PROVIDENCE – R.I. Commissioner Angelica Infante-Green Tuesday has asked Providence Superintendent of Schools Harrison Peters for his resignation, about a week after the arrest of a now-former Providence Public School District administrator for allegedly taking a juvenile’s shoe off and forcefully massaging his foot without consent.
R.I. Department of Education spokesperson Victor Morente confirmed Wednesday to Providence Business News that Infante-Green has asked Peters to step down as superintendent after having recent conversations with Gov. Daniel J. McKee and community members about the situation. Morente also said RIDE has not yet received a resignation letter from Peters.
Peters did not immediately respond Wednesday to a request for comment.
Peters, along with his turnaround team, was introduced in January 2020 as Providence’s new superintendent. He started his education career as a teacher in Florida, and worked in various districts such as Charlotte Mecklenburg, Chicago Public, Houston Independent and, most recently, Hillsborough County Public Schools in Florida where he served as deputy superintendent and chief of schools before coming the top administrator of Rhode Island’s largest school district.
Peters was also brought to Providence to help turn around a struggling district that had to be taken over by the state. An independent report conducted by Johns Hopkins Institute for Education Policy released in June 2019 stated that students were struggling to learn in schools that are run ineffectively, which it said were staffed by demoralized teachers, among other scathing findings, and prompted the state takeover.
However, the May 10 arrest of Olayinka Alege, who was hired to be PPSD’s network superintendent to oversee the district’s middle and high schools, prompted serious questions from state leaders why Alege was hired in Providence.
Alege has since resigned.
A 2009 report by the Orlando (Fla.) Sun Sentinel states that five boys at King High School in Tampa Fla., told local police that Alege, then an assistant principal at the school, asked them to take off their shoes and socks and allowed him to “pop” their toes as punishment.
Since then, several local leaders, including five members of the Providence City Council, have called for Peters to resign. The city council’s resolution states that Peters’ “willingness to ignore the warning signs and vouch for an individual with past allegations of inappropriate contact with students demonstrates a complete disregard for the safety of the students in his care.”
“As the governor said [Tuesday], we must do what is best for the students. Asking for the superintendent’s resignation was the right thing to do,” McKee spokesperson Alana O’Hare said Wednesday in the statement.
Providence Mayor Jorge O. Elorza on Wednesday also called for Peters and for new leadership in the district. He described the situation as “extremely disturbing” and is “beyond disappointed” by the slow pace of the PPSD’s turnaround.
“RIDE promised us that this process was going to be different, but this is beginning to resemble their failed intervention in Central Falls,” Elorza said. “We brought in the state with the explicit purpose of radically reforming the [Providence Teachers Union] contract but, almost two years later, no progress has been made. Nothing is going to fundamentally change until there is a new contract and that needs to happen ASAP.”
During a meeting Wednesday with reporters, Elorza said he spoke with Peters “several times” and told him that Peters’ time in PPSD will end “one way or the other.” Elorza also said Peters did not indicate to him if he would resign Wednesday.
Elorza said he initially was not ready to call for Peters to resign based on early information from his own inquiry into Peters’ situation. But, he said, “everything changed” after Peters met with state senators May 10, where Peters acknowledged that he knew about Alege’s past and didn’t share it with state officials.
“He kept it to himself, and that was just unacceptable,” Elorza said. “That convinced me that we need new leadership in the district.”
If a new superintendent search is prompted, Elorza said he would be as much as possible “happy to be involved” with the decision-making process.
“I will indeed weigh in on it,” Elorza said. RIDE would be the entity hiring the new superintendent, Elorza said, also noting that he looks forward to finding a way to work with a new superintendent.
Update: Adds paragraphs 13-17 to include additional comments from Mayor Jorge O. Elorza.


* **EXERCISE**:
Using the records beneath, say how many lines contain the word "result", without comment.

::::

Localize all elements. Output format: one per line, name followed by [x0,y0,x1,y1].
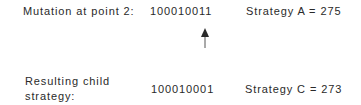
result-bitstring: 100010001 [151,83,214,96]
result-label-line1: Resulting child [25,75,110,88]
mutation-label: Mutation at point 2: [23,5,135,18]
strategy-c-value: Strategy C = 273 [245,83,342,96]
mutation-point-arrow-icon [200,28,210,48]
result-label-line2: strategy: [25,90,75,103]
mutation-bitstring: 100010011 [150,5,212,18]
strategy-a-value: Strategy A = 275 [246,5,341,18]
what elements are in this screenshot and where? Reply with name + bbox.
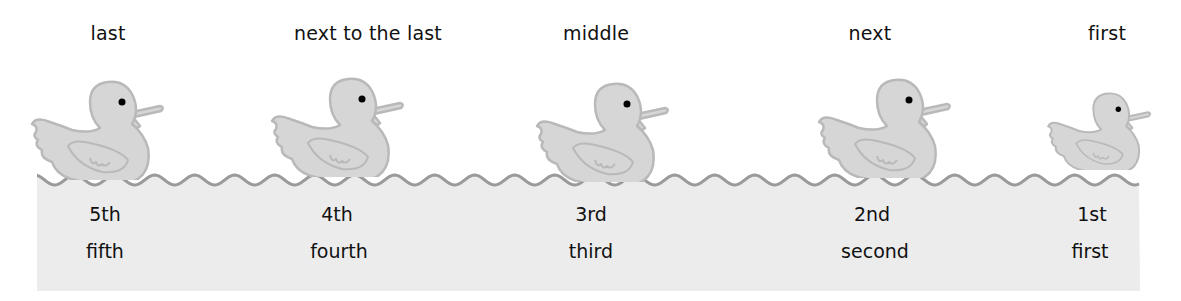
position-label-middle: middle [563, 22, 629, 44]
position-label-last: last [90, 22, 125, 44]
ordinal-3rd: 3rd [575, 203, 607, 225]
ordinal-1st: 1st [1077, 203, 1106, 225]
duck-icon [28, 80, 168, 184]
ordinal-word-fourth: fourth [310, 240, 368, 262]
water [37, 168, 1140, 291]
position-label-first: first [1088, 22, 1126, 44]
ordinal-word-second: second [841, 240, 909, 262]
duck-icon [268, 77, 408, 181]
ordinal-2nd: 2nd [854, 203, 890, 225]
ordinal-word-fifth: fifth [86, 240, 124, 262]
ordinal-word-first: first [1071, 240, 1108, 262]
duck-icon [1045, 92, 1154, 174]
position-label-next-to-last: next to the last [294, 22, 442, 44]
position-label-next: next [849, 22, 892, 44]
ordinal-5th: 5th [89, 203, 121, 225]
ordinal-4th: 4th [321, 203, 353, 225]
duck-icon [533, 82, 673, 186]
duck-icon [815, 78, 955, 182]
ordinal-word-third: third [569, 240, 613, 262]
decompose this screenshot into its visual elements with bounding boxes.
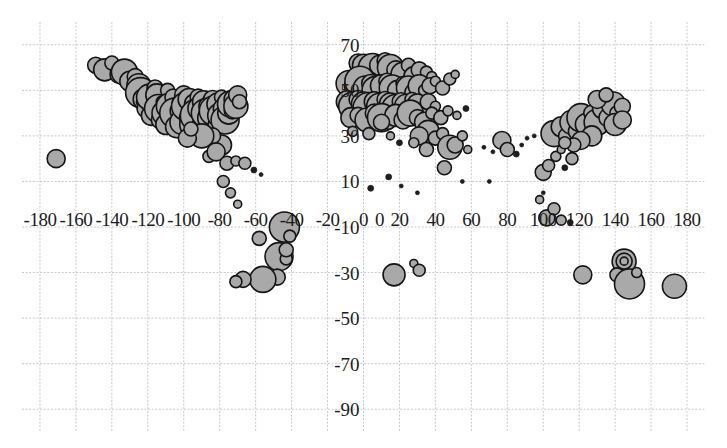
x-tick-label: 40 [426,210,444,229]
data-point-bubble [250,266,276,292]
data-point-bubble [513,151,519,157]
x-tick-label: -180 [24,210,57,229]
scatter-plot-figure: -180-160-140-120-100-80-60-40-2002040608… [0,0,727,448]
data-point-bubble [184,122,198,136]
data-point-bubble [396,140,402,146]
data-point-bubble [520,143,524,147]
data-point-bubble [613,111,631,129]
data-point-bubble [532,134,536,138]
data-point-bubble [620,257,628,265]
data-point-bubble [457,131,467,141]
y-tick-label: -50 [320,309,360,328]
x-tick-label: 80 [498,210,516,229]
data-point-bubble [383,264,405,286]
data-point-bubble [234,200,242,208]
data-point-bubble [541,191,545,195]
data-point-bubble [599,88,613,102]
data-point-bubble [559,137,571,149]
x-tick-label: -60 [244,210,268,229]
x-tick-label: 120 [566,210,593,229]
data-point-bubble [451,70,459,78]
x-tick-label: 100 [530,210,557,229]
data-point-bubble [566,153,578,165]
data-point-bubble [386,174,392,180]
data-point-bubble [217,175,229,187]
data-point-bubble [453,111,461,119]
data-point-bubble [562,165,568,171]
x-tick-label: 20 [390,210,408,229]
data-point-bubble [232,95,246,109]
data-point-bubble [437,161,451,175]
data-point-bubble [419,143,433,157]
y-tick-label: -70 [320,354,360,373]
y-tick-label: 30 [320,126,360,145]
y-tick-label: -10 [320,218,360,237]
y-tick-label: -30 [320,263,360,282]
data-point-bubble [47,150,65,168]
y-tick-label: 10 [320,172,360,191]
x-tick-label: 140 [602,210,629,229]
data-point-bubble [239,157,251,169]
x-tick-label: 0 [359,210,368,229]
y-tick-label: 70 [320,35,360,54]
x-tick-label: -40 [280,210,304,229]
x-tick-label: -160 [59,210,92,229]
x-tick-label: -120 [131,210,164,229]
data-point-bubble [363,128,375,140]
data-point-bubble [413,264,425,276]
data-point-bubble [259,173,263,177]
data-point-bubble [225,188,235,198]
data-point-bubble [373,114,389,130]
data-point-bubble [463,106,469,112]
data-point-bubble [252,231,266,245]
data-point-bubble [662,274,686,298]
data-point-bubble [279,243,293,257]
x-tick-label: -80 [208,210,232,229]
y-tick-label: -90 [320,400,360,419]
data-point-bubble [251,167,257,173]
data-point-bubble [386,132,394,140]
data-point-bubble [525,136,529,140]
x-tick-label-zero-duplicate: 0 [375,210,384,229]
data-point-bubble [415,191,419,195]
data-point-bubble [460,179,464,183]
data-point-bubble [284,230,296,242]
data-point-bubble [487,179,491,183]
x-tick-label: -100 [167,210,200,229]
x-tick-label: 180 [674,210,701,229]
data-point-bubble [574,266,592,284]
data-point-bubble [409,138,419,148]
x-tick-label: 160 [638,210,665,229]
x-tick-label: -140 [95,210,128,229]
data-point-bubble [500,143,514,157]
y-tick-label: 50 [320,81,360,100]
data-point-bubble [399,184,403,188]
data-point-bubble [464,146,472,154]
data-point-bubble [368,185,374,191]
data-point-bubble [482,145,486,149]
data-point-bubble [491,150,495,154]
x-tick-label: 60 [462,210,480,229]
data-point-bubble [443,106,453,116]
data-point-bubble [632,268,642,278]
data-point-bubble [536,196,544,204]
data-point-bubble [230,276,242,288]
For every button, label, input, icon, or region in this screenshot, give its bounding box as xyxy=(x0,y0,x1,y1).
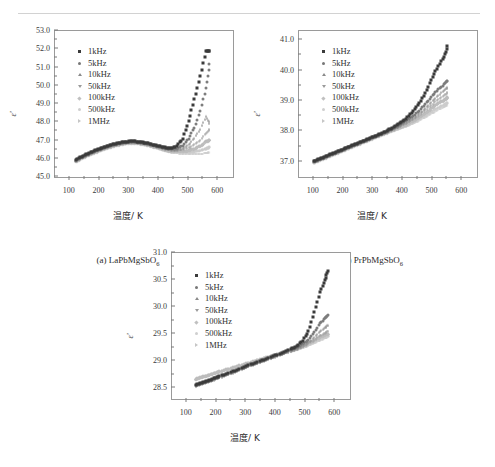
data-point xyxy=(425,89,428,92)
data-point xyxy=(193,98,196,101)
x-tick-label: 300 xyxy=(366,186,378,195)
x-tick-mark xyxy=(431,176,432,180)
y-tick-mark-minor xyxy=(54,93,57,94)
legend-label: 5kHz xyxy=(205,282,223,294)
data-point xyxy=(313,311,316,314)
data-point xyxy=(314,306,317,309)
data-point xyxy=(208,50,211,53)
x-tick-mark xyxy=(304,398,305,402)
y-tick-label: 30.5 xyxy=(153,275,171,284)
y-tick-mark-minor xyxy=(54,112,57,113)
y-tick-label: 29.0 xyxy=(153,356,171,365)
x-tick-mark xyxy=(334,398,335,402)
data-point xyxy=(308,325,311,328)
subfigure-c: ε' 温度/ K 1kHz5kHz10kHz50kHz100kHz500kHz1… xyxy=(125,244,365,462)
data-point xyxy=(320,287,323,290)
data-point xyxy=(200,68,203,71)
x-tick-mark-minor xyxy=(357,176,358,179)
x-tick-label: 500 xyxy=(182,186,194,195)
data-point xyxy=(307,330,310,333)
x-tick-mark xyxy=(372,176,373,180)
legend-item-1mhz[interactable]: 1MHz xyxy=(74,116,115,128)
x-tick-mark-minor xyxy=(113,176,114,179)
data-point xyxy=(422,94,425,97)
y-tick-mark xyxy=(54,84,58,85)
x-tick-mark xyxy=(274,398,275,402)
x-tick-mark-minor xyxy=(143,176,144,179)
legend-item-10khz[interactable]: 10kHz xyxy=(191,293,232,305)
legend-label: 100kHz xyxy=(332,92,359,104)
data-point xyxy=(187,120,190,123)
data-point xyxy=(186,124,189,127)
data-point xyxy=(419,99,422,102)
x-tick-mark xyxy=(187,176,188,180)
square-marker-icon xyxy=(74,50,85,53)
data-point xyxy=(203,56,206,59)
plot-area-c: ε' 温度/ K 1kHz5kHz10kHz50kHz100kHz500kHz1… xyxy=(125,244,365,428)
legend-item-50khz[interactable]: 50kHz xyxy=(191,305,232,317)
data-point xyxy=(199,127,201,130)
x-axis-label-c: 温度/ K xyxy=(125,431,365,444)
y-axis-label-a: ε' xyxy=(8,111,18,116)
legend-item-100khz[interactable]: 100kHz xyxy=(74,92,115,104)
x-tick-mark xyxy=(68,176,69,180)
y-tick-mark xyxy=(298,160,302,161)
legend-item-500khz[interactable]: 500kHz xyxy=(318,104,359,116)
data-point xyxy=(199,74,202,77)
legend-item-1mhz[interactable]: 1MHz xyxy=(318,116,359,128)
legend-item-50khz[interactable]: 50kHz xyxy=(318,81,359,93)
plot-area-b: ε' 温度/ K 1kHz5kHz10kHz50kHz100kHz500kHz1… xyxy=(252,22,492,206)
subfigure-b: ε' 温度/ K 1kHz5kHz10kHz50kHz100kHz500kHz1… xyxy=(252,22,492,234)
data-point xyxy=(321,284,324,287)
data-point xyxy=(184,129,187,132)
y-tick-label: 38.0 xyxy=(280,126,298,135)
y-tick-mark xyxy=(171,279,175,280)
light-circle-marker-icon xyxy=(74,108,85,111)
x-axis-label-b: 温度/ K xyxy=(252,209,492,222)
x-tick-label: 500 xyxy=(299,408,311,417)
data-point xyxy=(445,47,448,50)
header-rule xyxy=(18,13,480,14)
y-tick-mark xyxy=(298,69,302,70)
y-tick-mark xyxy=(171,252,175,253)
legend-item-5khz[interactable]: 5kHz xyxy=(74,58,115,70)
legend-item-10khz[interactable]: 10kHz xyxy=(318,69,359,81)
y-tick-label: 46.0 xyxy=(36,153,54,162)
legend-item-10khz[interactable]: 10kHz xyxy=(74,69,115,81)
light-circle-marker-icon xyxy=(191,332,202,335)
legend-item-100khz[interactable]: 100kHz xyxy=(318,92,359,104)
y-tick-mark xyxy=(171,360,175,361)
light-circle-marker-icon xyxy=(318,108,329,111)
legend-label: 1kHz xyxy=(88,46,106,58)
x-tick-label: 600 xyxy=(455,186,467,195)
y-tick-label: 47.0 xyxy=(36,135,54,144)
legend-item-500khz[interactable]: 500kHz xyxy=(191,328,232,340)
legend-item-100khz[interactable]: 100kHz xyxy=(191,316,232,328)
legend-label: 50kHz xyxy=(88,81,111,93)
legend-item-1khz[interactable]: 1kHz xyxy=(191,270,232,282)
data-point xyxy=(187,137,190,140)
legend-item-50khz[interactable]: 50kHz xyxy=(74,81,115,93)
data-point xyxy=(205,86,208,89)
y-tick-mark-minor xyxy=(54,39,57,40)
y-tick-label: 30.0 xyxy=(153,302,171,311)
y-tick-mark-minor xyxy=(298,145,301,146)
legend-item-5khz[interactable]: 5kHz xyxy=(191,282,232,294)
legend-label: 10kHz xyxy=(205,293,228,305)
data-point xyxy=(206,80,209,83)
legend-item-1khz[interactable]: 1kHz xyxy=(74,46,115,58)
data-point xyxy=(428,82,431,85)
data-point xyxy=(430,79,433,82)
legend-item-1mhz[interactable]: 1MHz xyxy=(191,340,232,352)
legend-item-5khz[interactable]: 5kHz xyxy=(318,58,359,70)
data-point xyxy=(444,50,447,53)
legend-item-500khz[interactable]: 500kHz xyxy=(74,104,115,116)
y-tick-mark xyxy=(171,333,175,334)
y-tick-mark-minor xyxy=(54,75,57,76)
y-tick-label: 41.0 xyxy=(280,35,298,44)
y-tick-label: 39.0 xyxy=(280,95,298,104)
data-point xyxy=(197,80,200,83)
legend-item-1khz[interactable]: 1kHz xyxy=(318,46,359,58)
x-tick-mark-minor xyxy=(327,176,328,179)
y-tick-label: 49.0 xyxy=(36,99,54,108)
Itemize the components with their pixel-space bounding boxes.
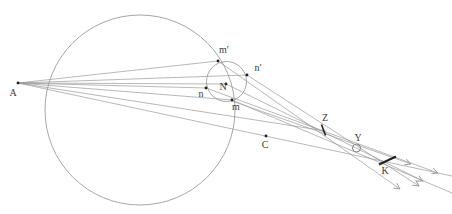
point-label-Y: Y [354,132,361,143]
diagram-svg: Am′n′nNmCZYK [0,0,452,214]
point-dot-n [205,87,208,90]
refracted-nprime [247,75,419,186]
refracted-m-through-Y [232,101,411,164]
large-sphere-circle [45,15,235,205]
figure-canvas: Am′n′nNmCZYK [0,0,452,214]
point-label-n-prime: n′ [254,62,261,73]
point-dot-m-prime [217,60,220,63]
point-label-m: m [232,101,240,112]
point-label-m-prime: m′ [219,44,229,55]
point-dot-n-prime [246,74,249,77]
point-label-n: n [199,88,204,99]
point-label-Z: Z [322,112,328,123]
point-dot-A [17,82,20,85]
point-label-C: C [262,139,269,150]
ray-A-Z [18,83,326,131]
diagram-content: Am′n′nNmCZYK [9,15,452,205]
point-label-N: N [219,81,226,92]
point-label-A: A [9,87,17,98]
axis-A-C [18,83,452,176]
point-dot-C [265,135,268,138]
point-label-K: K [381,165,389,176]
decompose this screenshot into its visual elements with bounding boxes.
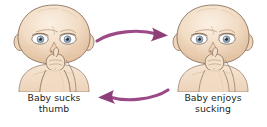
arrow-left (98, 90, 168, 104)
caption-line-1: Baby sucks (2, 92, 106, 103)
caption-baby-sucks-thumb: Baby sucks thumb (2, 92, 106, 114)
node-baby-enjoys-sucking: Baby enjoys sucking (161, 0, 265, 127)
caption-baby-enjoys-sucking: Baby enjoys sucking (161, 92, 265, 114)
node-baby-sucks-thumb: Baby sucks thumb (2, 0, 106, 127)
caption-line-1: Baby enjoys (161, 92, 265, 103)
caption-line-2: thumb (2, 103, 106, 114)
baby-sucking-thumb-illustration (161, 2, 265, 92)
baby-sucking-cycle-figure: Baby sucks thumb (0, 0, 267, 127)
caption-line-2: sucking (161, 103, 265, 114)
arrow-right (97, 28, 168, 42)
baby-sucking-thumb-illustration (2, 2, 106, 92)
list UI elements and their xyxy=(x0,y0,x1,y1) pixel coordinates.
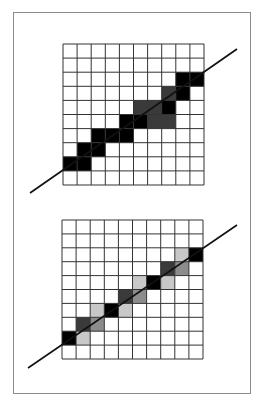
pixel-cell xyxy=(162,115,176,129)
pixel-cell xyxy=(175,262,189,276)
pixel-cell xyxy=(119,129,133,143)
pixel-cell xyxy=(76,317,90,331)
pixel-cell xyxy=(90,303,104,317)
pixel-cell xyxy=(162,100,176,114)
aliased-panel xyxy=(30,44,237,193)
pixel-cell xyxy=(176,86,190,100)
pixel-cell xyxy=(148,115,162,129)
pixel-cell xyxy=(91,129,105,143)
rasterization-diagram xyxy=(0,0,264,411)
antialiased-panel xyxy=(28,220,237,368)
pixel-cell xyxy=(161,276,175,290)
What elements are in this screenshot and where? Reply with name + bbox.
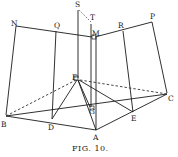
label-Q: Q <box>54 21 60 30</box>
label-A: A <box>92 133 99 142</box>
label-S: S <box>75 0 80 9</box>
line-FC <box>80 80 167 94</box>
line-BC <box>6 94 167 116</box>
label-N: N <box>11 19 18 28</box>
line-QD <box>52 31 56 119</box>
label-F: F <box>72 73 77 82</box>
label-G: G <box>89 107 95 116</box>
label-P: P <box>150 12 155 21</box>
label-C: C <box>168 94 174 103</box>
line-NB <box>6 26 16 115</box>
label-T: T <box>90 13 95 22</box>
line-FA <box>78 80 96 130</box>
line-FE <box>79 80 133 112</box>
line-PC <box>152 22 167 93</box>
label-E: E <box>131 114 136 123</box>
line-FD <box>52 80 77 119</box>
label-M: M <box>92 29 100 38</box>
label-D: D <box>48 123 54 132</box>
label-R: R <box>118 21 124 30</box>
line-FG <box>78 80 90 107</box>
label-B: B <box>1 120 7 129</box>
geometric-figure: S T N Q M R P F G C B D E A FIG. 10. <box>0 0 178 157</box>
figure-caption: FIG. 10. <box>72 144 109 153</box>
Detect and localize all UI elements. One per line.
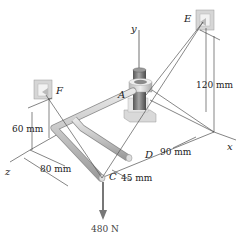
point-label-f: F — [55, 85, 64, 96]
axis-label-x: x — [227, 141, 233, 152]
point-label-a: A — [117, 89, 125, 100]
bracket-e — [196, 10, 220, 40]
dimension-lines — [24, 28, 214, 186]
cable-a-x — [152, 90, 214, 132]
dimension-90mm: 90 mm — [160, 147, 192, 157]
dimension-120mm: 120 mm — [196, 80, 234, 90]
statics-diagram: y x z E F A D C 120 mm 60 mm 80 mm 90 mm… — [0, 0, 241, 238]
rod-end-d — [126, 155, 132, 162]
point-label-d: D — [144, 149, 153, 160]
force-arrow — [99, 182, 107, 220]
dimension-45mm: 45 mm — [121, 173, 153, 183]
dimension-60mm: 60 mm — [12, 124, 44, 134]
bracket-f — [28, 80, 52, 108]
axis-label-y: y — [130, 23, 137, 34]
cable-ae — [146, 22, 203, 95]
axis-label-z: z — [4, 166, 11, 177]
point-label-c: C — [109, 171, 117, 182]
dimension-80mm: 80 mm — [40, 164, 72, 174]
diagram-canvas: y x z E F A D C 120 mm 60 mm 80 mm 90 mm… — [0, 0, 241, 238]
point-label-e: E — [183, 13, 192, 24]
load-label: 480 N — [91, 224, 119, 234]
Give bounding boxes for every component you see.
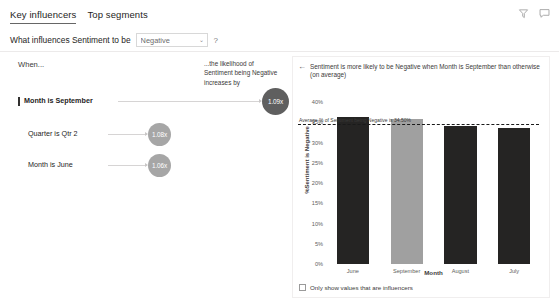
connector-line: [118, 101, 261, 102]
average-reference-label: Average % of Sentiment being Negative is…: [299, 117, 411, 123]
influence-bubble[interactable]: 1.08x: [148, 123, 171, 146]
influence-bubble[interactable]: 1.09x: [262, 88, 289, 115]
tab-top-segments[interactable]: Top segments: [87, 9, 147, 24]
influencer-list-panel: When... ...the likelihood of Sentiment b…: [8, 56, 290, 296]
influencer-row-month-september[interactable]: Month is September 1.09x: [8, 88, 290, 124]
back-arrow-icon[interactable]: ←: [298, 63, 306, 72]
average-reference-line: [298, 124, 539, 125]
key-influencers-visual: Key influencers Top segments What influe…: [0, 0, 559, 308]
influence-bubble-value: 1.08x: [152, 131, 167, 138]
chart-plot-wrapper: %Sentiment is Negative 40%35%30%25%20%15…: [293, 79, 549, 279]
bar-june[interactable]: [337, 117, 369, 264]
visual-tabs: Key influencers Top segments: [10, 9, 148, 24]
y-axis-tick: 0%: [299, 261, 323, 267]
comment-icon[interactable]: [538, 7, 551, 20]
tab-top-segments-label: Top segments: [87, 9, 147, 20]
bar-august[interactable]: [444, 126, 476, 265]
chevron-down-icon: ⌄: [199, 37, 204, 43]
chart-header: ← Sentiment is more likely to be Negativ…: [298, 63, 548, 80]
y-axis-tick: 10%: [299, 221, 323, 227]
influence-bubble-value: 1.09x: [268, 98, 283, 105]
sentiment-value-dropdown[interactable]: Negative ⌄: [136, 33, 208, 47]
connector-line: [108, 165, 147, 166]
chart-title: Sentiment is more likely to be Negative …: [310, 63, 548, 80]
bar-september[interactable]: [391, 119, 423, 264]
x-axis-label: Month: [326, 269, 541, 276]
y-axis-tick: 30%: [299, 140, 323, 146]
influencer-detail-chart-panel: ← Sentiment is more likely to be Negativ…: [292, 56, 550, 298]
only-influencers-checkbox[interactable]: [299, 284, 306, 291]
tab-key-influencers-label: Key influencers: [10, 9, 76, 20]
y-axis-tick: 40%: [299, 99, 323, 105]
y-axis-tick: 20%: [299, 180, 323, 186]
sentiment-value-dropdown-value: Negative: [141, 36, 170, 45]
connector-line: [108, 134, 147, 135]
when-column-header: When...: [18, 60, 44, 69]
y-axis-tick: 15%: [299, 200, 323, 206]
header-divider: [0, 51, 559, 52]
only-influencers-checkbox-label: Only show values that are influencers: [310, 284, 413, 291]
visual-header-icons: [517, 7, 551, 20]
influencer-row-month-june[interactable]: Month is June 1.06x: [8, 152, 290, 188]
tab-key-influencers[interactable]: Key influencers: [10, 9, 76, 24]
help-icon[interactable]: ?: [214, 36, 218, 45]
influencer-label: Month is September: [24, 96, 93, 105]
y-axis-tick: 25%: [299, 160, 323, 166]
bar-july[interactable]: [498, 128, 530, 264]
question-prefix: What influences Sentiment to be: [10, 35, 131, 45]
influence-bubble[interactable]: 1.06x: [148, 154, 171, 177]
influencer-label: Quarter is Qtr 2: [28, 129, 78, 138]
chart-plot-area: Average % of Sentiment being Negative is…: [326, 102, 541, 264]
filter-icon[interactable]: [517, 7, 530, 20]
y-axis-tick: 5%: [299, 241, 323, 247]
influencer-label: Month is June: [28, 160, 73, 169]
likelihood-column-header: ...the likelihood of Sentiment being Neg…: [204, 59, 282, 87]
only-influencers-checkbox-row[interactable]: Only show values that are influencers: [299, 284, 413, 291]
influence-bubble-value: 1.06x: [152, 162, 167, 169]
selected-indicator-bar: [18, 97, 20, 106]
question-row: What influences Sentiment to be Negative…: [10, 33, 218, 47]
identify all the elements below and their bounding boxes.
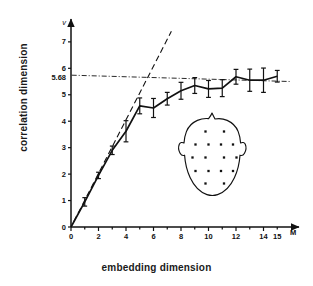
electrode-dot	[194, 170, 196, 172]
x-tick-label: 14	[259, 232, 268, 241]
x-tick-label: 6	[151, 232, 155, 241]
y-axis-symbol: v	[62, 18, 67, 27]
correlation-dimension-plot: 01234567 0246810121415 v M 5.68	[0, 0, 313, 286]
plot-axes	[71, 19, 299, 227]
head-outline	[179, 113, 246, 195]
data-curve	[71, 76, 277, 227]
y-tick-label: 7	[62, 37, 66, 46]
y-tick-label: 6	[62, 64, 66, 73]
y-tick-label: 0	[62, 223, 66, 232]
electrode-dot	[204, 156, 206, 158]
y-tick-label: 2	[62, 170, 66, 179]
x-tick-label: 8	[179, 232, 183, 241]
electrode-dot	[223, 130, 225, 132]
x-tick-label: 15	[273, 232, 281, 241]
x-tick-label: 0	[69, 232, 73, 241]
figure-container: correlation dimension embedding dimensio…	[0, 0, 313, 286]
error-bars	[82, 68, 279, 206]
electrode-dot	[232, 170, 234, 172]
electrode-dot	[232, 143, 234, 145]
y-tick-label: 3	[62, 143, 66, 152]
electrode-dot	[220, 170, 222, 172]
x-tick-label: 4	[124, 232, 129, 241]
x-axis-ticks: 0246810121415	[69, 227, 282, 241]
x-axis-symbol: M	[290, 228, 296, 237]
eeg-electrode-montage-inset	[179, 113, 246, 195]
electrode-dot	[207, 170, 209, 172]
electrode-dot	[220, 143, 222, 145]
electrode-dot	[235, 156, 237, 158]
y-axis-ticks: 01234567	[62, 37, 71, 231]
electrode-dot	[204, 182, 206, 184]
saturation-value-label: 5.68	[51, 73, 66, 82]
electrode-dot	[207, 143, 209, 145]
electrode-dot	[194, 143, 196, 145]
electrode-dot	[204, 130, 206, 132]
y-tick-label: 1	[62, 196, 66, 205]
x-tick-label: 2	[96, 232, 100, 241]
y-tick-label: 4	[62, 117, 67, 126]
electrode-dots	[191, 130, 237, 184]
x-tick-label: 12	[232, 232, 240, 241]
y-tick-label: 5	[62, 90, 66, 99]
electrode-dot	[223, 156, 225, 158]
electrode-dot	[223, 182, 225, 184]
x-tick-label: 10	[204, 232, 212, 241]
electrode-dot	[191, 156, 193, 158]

::::

* **YOUR RESPONSE**:
3